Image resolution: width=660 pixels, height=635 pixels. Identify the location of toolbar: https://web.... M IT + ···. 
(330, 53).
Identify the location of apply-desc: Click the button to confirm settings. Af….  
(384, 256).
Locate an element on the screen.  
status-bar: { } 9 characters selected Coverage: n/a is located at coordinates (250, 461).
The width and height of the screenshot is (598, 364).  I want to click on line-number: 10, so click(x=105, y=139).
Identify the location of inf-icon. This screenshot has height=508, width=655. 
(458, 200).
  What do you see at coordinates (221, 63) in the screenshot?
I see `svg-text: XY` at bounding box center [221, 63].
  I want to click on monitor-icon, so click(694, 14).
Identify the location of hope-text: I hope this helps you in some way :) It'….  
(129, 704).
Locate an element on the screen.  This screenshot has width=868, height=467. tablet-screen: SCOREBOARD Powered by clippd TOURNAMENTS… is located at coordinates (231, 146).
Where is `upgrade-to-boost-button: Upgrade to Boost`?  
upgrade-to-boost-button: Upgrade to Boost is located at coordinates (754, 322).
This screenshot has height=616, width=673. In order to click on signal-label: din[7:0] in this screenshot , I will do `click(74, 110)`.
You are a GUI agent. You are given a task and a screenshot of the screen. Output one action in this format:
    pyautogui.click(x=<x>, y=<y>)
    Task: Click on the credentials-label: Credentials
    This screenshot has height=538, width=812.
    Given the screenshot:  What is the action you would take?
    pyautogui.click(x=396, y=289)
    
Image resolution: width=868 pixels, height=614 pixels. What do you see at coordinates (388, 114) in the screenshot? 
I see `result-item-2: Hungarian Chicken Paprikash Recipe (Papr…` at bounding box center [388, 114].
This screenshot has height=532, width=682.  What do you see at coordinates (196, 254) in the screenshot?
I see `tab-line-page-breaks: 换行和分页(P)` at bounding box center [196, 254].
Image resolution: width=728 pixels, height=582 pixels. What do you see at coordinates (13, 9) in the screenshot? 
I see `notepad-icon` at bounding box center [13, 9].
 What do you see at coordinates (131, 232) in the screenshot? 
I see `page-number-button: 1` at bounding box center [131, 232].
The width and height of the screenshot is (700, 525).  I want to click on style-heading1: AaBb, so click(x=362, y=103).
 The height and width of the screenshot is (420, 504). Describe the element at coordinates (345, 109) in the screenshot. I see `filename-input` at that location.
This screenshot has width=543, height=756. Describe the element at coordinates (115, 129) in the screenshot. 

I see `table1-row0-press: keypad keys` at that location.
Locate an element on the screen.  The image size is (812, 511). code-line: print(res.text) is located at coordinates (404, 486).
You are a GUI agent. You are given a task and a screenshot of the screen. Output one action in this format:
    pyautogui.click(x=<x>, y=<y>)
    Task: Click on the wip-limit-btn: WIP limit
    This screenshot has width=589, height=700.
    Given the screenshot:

■ ■ ■ ■ ■ ■ ■

> **ASSIGNED TASK**
Only the lines from the first line of the records through the one containing "The width and height of the screenshot is (598, 364)." should be reproduced, exactly, with both of them included.

> **TASK OUTPUT**
Image resolution: width=660 pixels, height=635 pixels. Identify the location of toolbar: https://web.... M IT + ···. 
(330, 53).
Identify the location of apply-desc: Click the button to confirm settings. Af….  
(384, 256).
Locate an element on the screen.  
status-bar: { } 9 characters selected Coverage: n/a is located at coordinates (250, 461).
The width and height of the screenshot is (598, 364).  I want to click on line-number: 10, so click(x=105, y=139).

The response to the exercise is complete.